New – Amazon QuickSight Q Answers Natural-Language Questions About Business Data – “Q, why did I cheap out and use QuickSight instead of Tableau?”

Amazon S3 Update – Strong Read-After-Write Consistency – You can now, and I swear I’m not making this up, safely use S3 as a database.

AWS Marketplace Now Offers Professional Services – I’m being completely sincere when I say this: why can’t I find and hire an accountant or an attorney on the AWS Marketplace? Why does the offering need to be tied to third party software?

New – Amazon EBS gp3 Volume Lets You Provision Performance Apart From Capacity – gp3 is a game changer, full stop. 80% of the cost of gp2, it can be converted in place, and there’s no downside. Do it immediately.

Introducing Amazon ECS Anywhere – You can now deploy ECS anywhere. “Does that include other cloud providers?” Huh, the AWS employee I was asking just dove through a window rather than answer the question.
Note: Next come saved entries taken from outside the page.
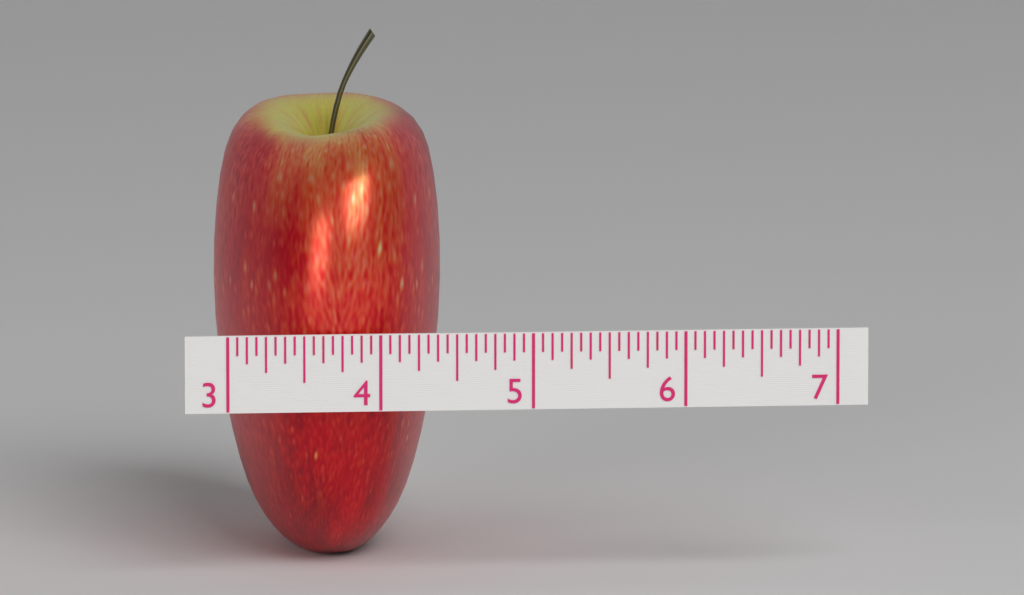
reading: 4.5000 (no unit)
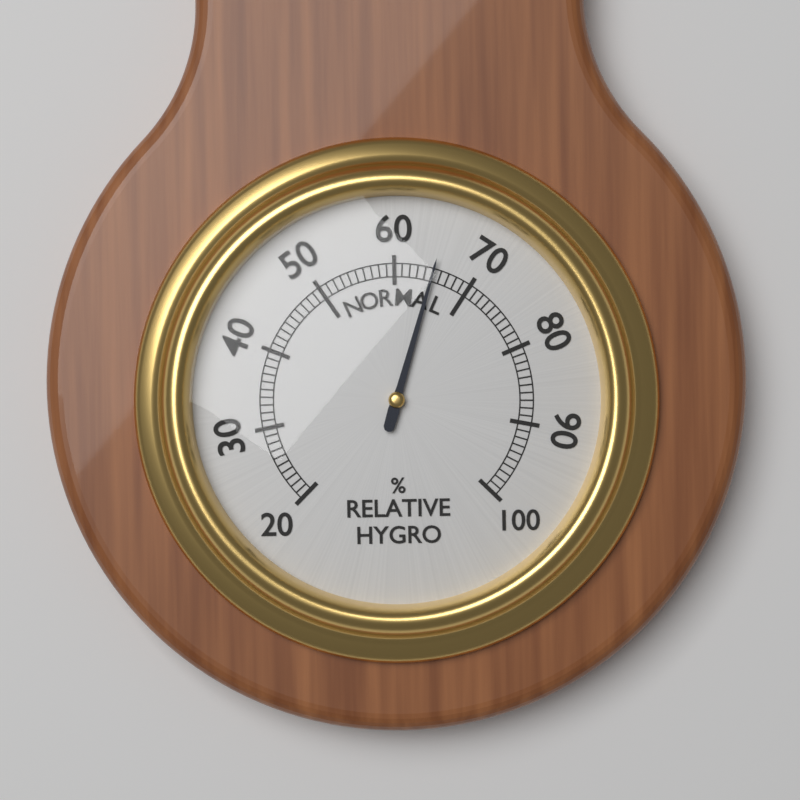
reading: 65 %
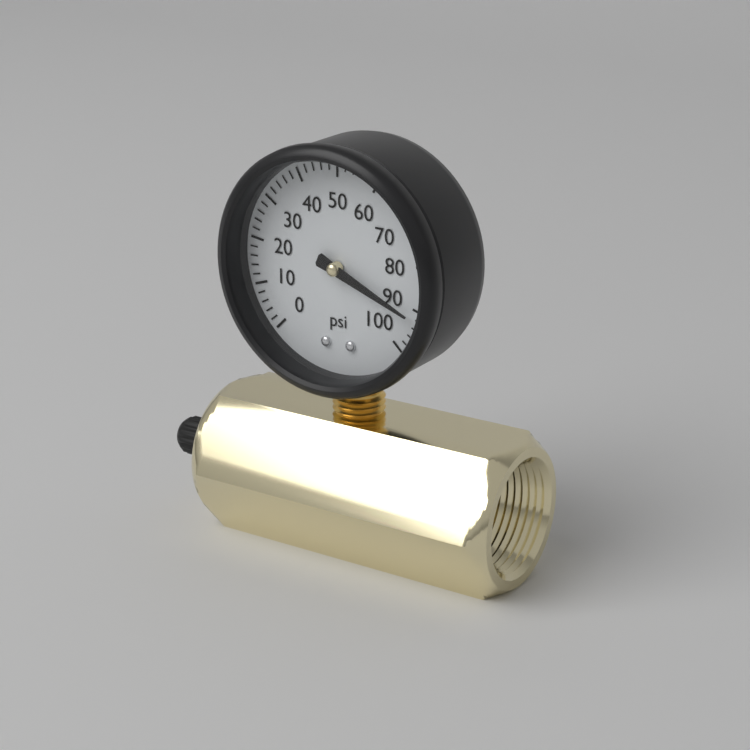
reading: 92 psi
Introducing new cloud-based creative studio Preymaker – The only way an Amazon thing with the name “Preymaker” could be worse is if the service itself were a startup incubator.

Want more PostgreSQL? You just might like Babelfish – Translation layers are super hard to pull off, but getting away from MSSQL in favor of PostgreSQL is a game changer–if it works.

Empowering formerly incarcerated citizens through coding skills training, mentorship, and job support – Not everything AWS puts out is important, but this is. I encourage you to read it.

Tools

Tired of juggling the cost of AWS backup and recovery with your SLAs? What about multiple products for your data NOT in AWS? Then quit the circus act and check out Veeam! Veeam unifies AWS backup and recovery with any other platform you need to protect into one easy solution. Better yet, they’ll help cut your cloud costs without compromising the ability to recover what you need, when and where you need to (even across clouds). They’ll be at re:Invent, so check them out! I hear they’re giving out free t-shirtsSponsored

I know it’s an old tool, but cli53 is new to me. I used it to make a zone file this week to migrate one of my Route 53 databases.

… and that’s what happened Last Week in AWS.